I was raised Christian, but not raised in the church; I was probably running around the woods barefoot while Rachel was memorizing Bible verses in Awana and playing Chubby Bunny with her youth group. I was the weird kid who always wanted to have dinner at friends' houses on Wednesday nights and sleep over on Saturdays so I could catch a glimpse of this church world and learn about Jesus instead of just being reassured that he loved me - and because it was Southwest Virginia, that church world was evangelical bordering on fire-and-brimstone fundamentalism. In college, I joined InterVarsity Christian Fellowship after a high school friend invited me to their large group meeting and started attending a big, shiny Baptist church where the pastor probably never knew my name. After falling asleep in one too many sermons, I Google searched "Charlottesville Baptist Church" with my friend Amanda, we visited the first one on the list, and I suspected I may have found my church family the next Sunday when Pastor Jeff remembered who Heather and Amanda were. Soon I was "plugged in," as Rachel puts it in the book - attending Sunday school, volunteering in the nursery, leading a small group Bible study, and eventually getting Baptized and joining the church.
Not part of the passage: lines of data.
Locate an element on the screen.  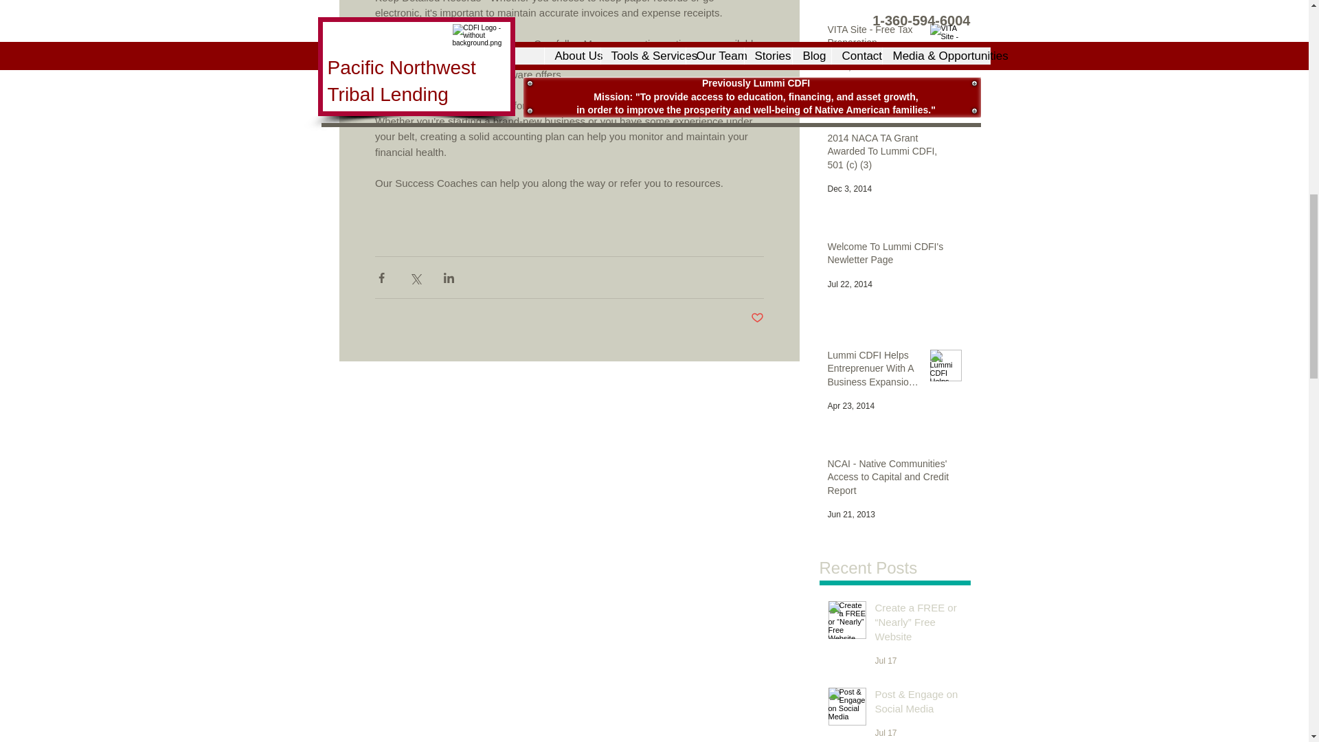
Jun 21, 2013 is located at coordinates (851, 514).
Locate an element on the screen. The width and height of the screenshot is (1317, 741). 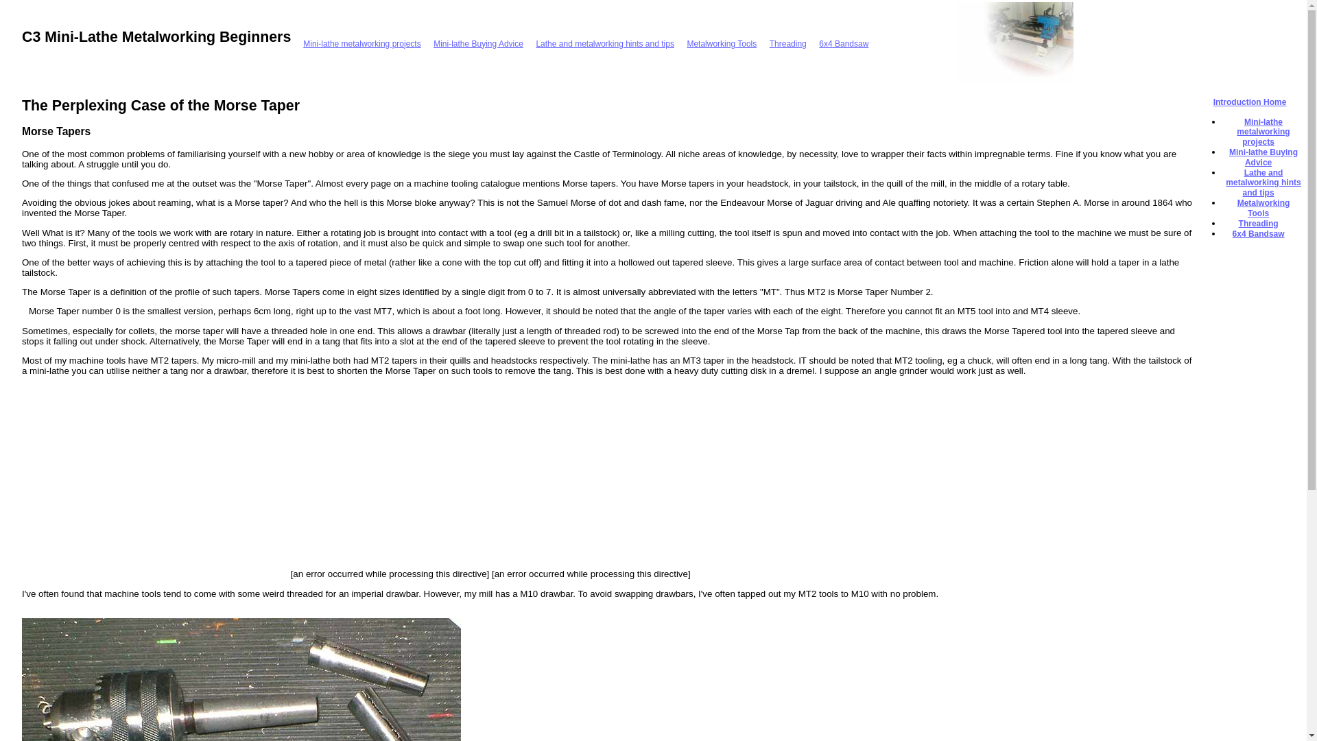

I loved my church and my fellowship, and have many fond memories of my college years falling in love with Jesus, but I also have some less-than-fond memories, like a church friend recommending a "good conservative church" to Amanda when she moved to South Carolina, or my friend being told to step down from a leadership position after he came out.
These are the same kinds of experiences Rachel has had herself and has heard about from her blog readers, the experiences that drove her to write Searching for Sunday. When signs popped up at her church urging Tennesseans to vote for a "Marriage Protection Amendment," she realized something:
"just as I sat in church with my doubt, there were those sitting in church with their sexuality, their race, their gender, their depression, their addiction, their questions, their fears, their past, their infertility, their eating disorder, their diagnosis, their missed rent, their mess of a marriage, their sins, their shame--all the things that follow us to church on Sunday morning but we dare not name."
One of the strongest arguments Rachel makes in the book is that young people aren't actually looking for a "hipper" church - it's not a lack of fog machines and drum kits that's turning anyone away.
"Christians may need to get used to the idea of measuring significance by something other than money, fame, and power. No one ever said the fruit of the Spirit is relevance or impact or even revival. The fruit of the Spirit is love, joy, peace, patience, kindness, goodness, faithfulness, gentleness, and self-control--the sort of stuff that, let's face it, doesn't always sell."
Since leaving Charlottesville, I've been a skeptical "church hopper," more inclined to see reasons why a new church isn't for me than reasons why it could be. This book has been very appropriate for this season in my life and gave me the motivation to turn my hopping into a true pursuit. Searching for Sunday gives me hope that somewhere out there is a church family that is welcoming, inclusive, understanding, and committed to praising Jesus together in the midst of messy real life - or one that could be, with me on board. I'm ready to share my bread.
Disclosure of Material Connection: I received a .pdf of this book free from the publisher, Nelson Books, Inc., an imprint of Harper Collins Publishers, as a member of the Searching for Sunday Launch Team. I was not required to write a positive review. The opinions I have expressed are my own. I am disclosing this in accordance with the Federal Trade Commission’s 16 CFR, Part 255: “Guides Concerning the Use of Endorsements and Testimonials in Advertising.”